At last I must have slept, for a bell rang, and there I was still in the closet, and she was ansering it.
“Arrested?” she said. “Well, I should think he’d better be, if what you say about clothing is true.... Well, then—what’s he arrested for?... Oh, kidnaping! Well, if I’m any judge, they ought to arrest the Archibald girl for kidnaping him. No, don’t bother me with it tonight. I’ll try to read myself to sleep.”
So this was Marriage! Did she flee to her unjustly acused husband’s side and comfort him? Not she. She went to bed.
At daylight, being about smotherd, I opened the closet door and drew a breath of fresh air. Also I looked at her, and she was asleep, with her hair in patent wavers. Ye gods!
The wife of Reginald Beecher thus to distort her looks at night! I could not bare it.
I averted my eyes, and on my tiptoes made for the Window.
My sufferings were over. In a short time I had slid down and was making my way through the dewey morn toward my home. Before the sun was up, or more than starting, I had climbed to my casement by means of a wire trellis, and put on my robe de nuit. But before I settled to sleep I went to the pantrey and there satisfied the pangs of nothing since Breakfast the day before. All the lights seemed to be on, on the lower floor, which I considered wastful of Tanney, the butler. But being sleepy, gave it no further thought. And so to bed, as the great English dairy-keeper, Pepys, had said in his dairy.
It seemed but a few moments later that I heard a scream, and opening my eyes, saw Leila in the doorway. She screamed again, and mother came and stood beside her. Although very drowsy, I saw that they still wore their dinner clothes.
They stared as if transfixed, and then mother gave a low moan, and said to Sis:
“That unfortunate man has been in Jail all night.”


§ Your assignment:
Check each line of the data for "activate", then give the number of lines that have it, without any other words.

§ Materials provided:
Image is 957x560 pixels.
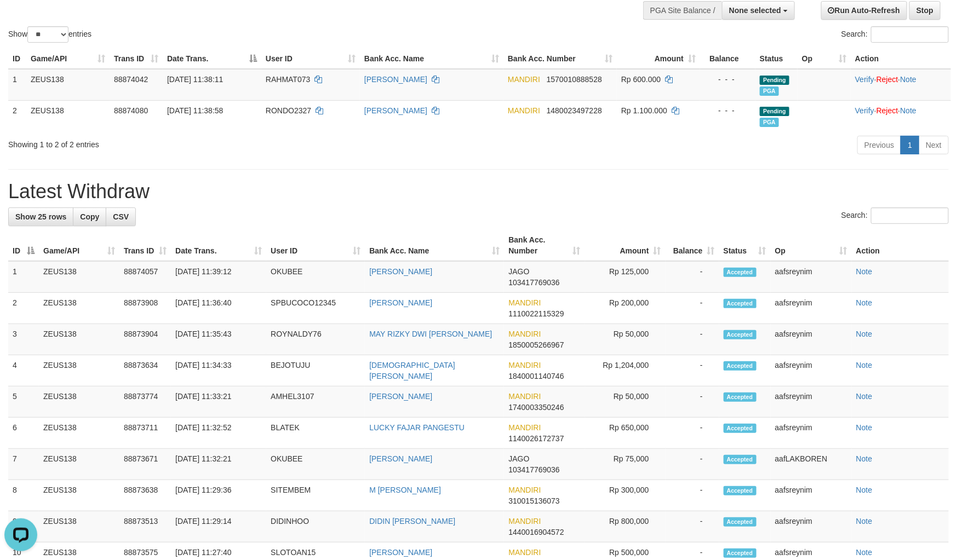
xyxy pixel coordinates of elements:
[113,212,128,221] span: CSV
[39,356,120,387] td: ZEUS138
[8,356,39,387] td: 4
[857,424,873,432] a: Note
[724,486,757,495] span: Accepted
[704,74,751,85] div: - - -
[842,207,949,224] label: Search:
[771,511,852,542] td: aafsreynim
[852,230,949,261] th: Action
[855,75,874,84] a: Verify
[114,106,148,115] span: 88874080
[369,424,464,432] a: LUCKY FAJAR PANGESTU
[666,387,719,418] td: -
[760,107,789,116] span: Pending
[39,418,120,449] td: ZEUS138
[267,480,365,511] td: SITEMBEM
[771,387,852,418] td: aafsreynim
[8,418,39,449] td: 6
[8,27,92,43] label: Show entries
[8,181,949,203] h1: Latest Withdraw
[162,49,261,69] th: Date Trans.: activate to sort column descending
[8,480,39,511] td: 8
[919,136,949,154] a: Next
[755,49,798,69] th: Status
[643,1,722,20] div: PGA Site Balance /
[509,497,560,505] span: Copy 310015136073 to clipboard
[369,361,456,381] a: [DEMOGRAPHIC_DATA][PERSON_NAME]
[8,49,27,69] th: ID
[504,49,617,69] th: Bank Acc. Number: activate to sort column ascending
[724,517,757,527] span: Accepted
[509,372,563,381] span: Copy 1840001140746 to clipboard
[39,261,120,293] td: ZEUS138
[730,6,781,15] span: None selected
[27,49,109,69] th: Game/API: activate to sort column ascending
[585,449,666,480] td: Rp 75,000
[120,480,171,511] td: 88873638
[267,387,365,418] td: AMHEL3107
[364,106,428,115] a: [PERSON_NAME]
[857,516,873,525] a: Note
[509,392,541,401] span: MANDIRI
[266,75,310,84] span: RAHMAT073
[851,69,951,101] td: · ·
[120,356,171,387] td: 88873634
[365,230,504,261] th: Bank Acc. Name: activate to sort column ascending
[585,293,666,324] td: Rp 200,000
[704,105,751,116] div: - - -
[369,454,432,463] a: [PERSON_NAME]
[8,135,391,150] div: Showing 1 to 2 of 2 entries
[509,403,563,412] span: Copy 1740003350246 to clipboard
[167,75,223,84] span: [DATE] 11:38:11
[771,293,852,324] td: aafsreynim
[120,511,171,542] td: 88873513
[666,449,719,480] td: -
[877,106,899,115] a: Reject
[120,324,171,356] td: 88873904
[666,293,719,324] td: -
[771,230,852,261] th: Op: activate to sort column ascending
[508,75,541,84] span: MANDIRI
[120,261,171,293] td: 88874057
[27,27,69,43] select: Showentries
[267,324,365,356] td: ROYNALDY76
[27,100,109,131] td: ZEUS138
[855,106,874,115] a: Verify
[724,548,757,558] span: Accepted
[722,1,795,20] button: None selected
[857,485,873,494] a: Note
[585,418,666,449] td: Rp 650,000
[857,267,873,276] a: Note
[16,212,66,221] span: Show 25 rows
[171,480,267,511] td: [DATE] 11:29:36
[171,230,267,261] th: Date Trans.: activate to sort column ascending
[39,293,120,324] td: ZEUS138
[857,330,873,339] a: Note
[760,75,789,85] span: Pending
[585,387,666,418] td: Rp 50,000
[509,267,529,276] span: JAGO
[4,4,37,37] button: Open LiveChat chat widget
[719,230,771,261] th: Status: activate to sort column ascending
[120,449,171,480] td: 88873671
[771,418,852,449] td: aafsreynim
[171,356,267,387] td: [DATE] 11:34:33
[509,330,541,339] span: MANDIRI
[508,106,541,115] span: MANDIRI
[261,49,360,69] th: User ID: activate to sort column ascending
[369,516,456,525] a: DIDIN [PERSON_NAME]
[509,454,529,463] span: JAGO
[857,361,873,370] a: Note
[760,86,779,96] span: Marked by aafsolysreylen
[724,268,757,277] span: Accepted
[8,293,39,324] td: 2
[364,75,428,84] a: [PERSON_NAME]
[360,49,504,69] th: Bank Acc. Name: activate to sort column ascending
[120,387,171,418] td: 88873774
[171,261,267,293] td: [DATE] 11:39:12
[171,387,267,418] td: [DATE] 11:33:21
[369,392,432,401] a: [PERSON_NAME]
[267,230,365,261] th: User ID: activate to sort column ascending
[8,207,73,226] a: Show 25 rows
[857,392,873,401] a: Note
[27,69,109,101] td: ZEUS138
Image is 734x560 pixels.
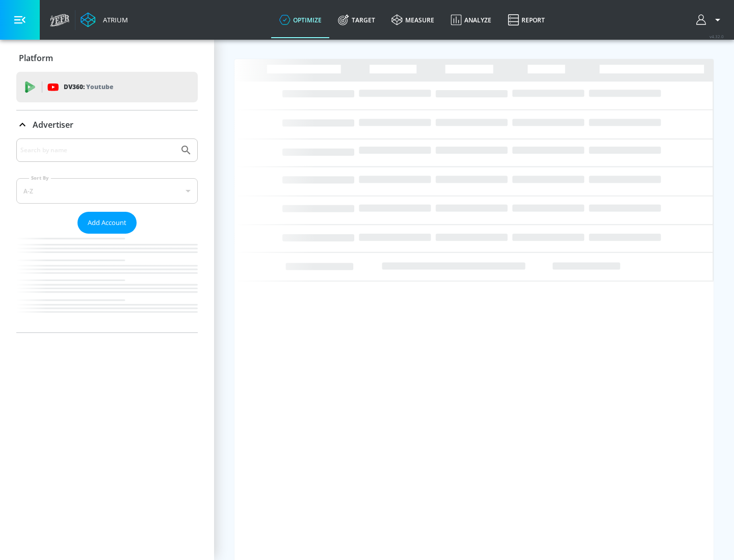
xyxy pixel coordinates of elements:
a: optimize [271,2,329,38]
span: v 4.32.0 [710,33,723,39]
a: Target [329,2,383,38]
div: Advertiser [17,139,197,332]
p: Advertiser [32,119,73,130]
span: Add Account [88,217,126,229]
div: Atrium [99,16,128,24]
p: Platform [19,53,53,64]
nav: list of Advertiser [17,234,197,332]
p: Youtube [86,81,113,92]
div: Advertiser [17,110,197,139]
a: Analyze [443,2,499,38]
div: DV360: Youtube [17,72,197,103]
input: Search by name [21,144,175,157]
button: Add Account [77,212,137,234]
a: Atrium [80,13,128,27]
a: Report [499,2,553,38]
label: Sort By [29,175,51,182]
div: Platform [17,44,197,72]
div: A-Z [17,178,197,204]
p: DV360: [64,81,113,93]
a: measure [383,2,443,38]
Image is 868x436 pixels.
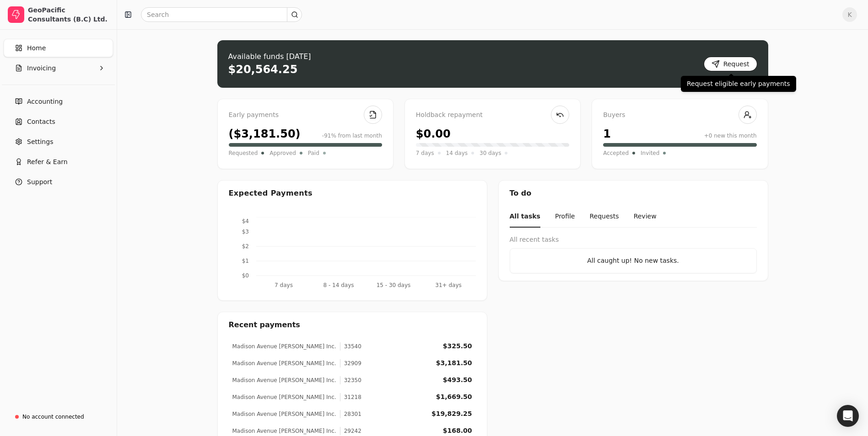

§ Reply to the task:
10